The Leventhal Center has an extraordinary collection of urban atlases dating from the late nineteenth to early twentieth centuries. These maps are some of the most important documents for depicting how our city and region have changed over time.
In our Atlascope tool, we’ve geotransformed over 145 of these atlases into a web interface that makes it easier than ever to explore change over time in historical geography. It’s used by researchers, genealogists, local historians, archaeologists, educators, and anyone who’s interested in learning more about history and geography in Massachusetts.
We are actively expanding Atlascope’s coverage to locations across the state of Massachusetts. With your help, Atlascope can be used as a tool for historical research and discovery in your town or city, too—and across our whole state.
Physical urban atlases, while fascinating, are large, bulky, and can be difficult to parse through to find the information you're looking for.
Designed for use on a computer or mobile device, Atlascope makes it easy to compare properties, buildings, and owners, and to tell stories about how places have changed over time. With new features to empower storytelling, annotation, and discovery, as well as connections into other Massachusetts digital collections, Atlascope is a great tool to answer questions about property ownership, genealogy, urban transformation, and broad questions about historic and geographic change. As Boston Globe columnist Mark Feeney wrote, Atlascope is "a reminder of the extent to which these renderings of the past that are on display, the city as was, directly relate to visitors’ present, the city as is."
Atlascope can easily be used on a tablet or your phone to discover local history as you wander around the City of Boston.
Boston City Archaeologist Joe Bagley uses Atlascope frequently in his work, describing it as an invaluable tool for his historic research. In 2020, Atlascope helped Bagley and his team uncover the origins of a mysterious sinkhole that appeared in Ronan Park in Dorchester and the subsequent discovery of a nineteenth century well.
Students and individuals of all ages also use Atlascope to open up historic inquiries. Last summer, the Boston Preservation Alliance worked with Boston Public School students from the Lilla G. Frederick Pilot Middle School, who used Atlascope in combination with other primary sources and first-hand accounts from residents to explore Grove Hall, Upham’s Corner, and Fields Corner to tell stories about these Dorchester neighborhoods.

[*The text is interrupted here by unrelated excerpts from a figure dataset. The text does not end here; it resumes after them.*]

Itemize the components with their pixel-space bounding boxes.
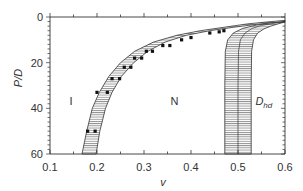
data-point-marker bbox=[106, 91, 109, 94]
x-tick-label: 0.6 bbox=[277, 161, 292, 173]
phase-diagram-chart: 0.10.20.30.40.50.60204060vP/DINDhd bbox=[0, 0, 303, 191]
x-axis-title: v bbox=[160, 176, 167, 188]
hatched-band bbox=[82, 20, 285, 154]
data-point-marker bbox=[161, 44, 164, 47]
data-point-marker bbox=[94, 130, 97, 133]
y-axis-title: P/D bbox=[12, 69, 24, 87]
y-tick-label: 0 bbox=[37, 11, 43, 23]
data-point-marker bbox=[86, 130, 89, 133]
data-point-marker bbox=[118, 77, 121, 80]
region-label: Dhd bbox=[255, 95, 272, 110]
data-point-marker bbox=[129, 66, 132, 69]
data-point-marker bbox=[218, 30, 221, 33]
x-tick-label: 0.4 bbox=[183, 161, 198, 173]
y-tick-label: 60 bbox=[31, 148, 43, 160]
y-tick-label: 20 bbox=[31, 57, 43, 69]
data-point-marker bbox=[140, 57, 143, 60]
data-point-marker bbox=[133, 57, 136, 60]
region-label: I bbox=[70, 95, 73, 107]
data-point-marker bbox=[168, 44, 171, 47]
boundary-bands bbox=[82, 20, 285, 154]
data-point-marker bbox=[208, 31, 211, 34]
x-tick-label: 0.2 bbox=[89, 161, 104, 173]
data-point-marker bbox=[189, 36, 192, 39]
x-tick-label: 0.1 bbox=[42, 161, 57, 173]
data-point-marker bbox=[95, 91, 98, 94]
hatched-band bbox=[225, 22, 285, 154]
data-point-marker bbox=[123, 66, 126, 69]
data-point-marker bbox=[222, 29, 225, 32]
y-tick-label: 40 bbox=[31, 102, 43, 114]
data-point-marker bbox=[110, 77, 113, 80]
data-point-marker bbox=[145, 50, 148, 53]
x-tick-label: 0.5 bbox=[230, 161, 245, 173]
data-point-marker bbox=[151, 50, 154, 53]
region-label: N bbox=[171, 95, 179, 107]
x-tick-label: 0.3 bbox=[136, 161, 151, 173]
data-point-marker bbox=[180, 38, 183, 41]
region-label-subscript: hd bbox=[263, 101, 272, 110]
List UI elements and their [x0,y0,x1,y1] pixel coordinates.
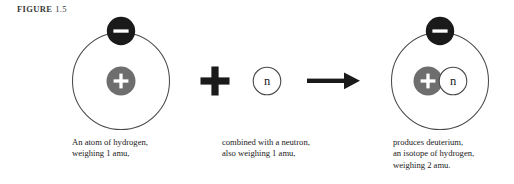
reaction-diagram: n n [0,0,514,134]
caption-line: also weighing 1 amu, [222,148,310,159]
free-neutron: n [253,67,281,95]
reaction-arrow [307,72,360,89]
caption-line: An atom of hydrogen, [72,137,148,148]
caption-line: weighing 1 amu, [72,148,148,159]
electron-minus-bar [113,29,128,32]
arrow-shaft [307,79,347,83]
neutron-label: n [264,74,271,88]
deuterium-neutron: n [439,67,467,95]
plus-operator-vertical [211,67,218,96]
hydrogen-atom [73,17,170,130]
proton-plus-vertical [426,74,429,89]
hydrogen-proton [107,67,136,96]
deuterium-electron [426,17,454,45]
caption-hydrogen: An atom of hydrogen, weighing 1 amu, [72,137,148,160]
deuterium-atom: n [392,17,489,130]
neutron-label: n [450,74,457,88]
electron-minus-bar [432,29,447,32]
hydrogen-electron [107,17,135,45]
caption-line: produces deuterium, [393,137,474,148]
caption-neutron: combined with a neutron, also weighing 1… [222,137,310,160]
caption-line: weighing 2 amu. [393,160,474,171]
arrow-head [344,72,360,89]
caption-line: combined with a neutron, [222,137,310,148]
caption-line: an isotope of hydrogen, [393,148,474,159]
proton-plus-vertical [119,74,122,89]
plus-operator [201,67,230,96]
figure-container: FIGURE1.5 n [0,0,514,184]
caption-deuterium: produces deuterium, an isotope of hydrog… [393,137,474,171]
deuterium-proton [414,67,443,96]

Scholarly researchers, teachers, and university classes have used Atlascope for in-depth research projects around urban change and local history. For example, students at College of the Holy Cross recently completed a semester-long research project about the buildings and landscapes of Boston that were destroyed by the Central Artery. Two scholars (and recent recipients of the Leventhal Center's Small Grants program) are using Atlascope to research Boston’s Little Syria, which thrived between the 1880s and 1950s.
The overlay of a 1902 Bromley Atlas on top of present day Boston in Atlascope.
Finally, Boston Public Library users and Leventhal Map & Education Center patrons from all over the city and surrounding areas use Atlascope as a tool to research their family histories, nurture curiosities about historical change over time, and discover new stories that emerge from the woodwork when examining these fascinating cartographic items.
We began Atlascope with atlases of historic Boston and its surrounding areas, but these atlases exist in towns across the state. Our goal is to expand Atlascope to cover even more of Massachusetts. It can take up to 60 hours of skilled staff labor to transform a single atlas from printed pages into a modern web layer, a time-consuming process, so this is no small task—and we need your help to do it.
Are there atlases of other Massachusetts towns you would like to see represented in Atlascope? We are currently seeking sponsorship for atlas layers. If you would like to help support this project, please contact us at frontdesk@leventhalmap.org with the subject line “Atlascope sponsorship in my town,” and a member our staff will be in touch with you.
Atlascope Credits: Digitization and preparation of atlas layers currently in Atlascope was made possible with funding from the Council on Library and Information Resources and the Associates of the Boston Public Library.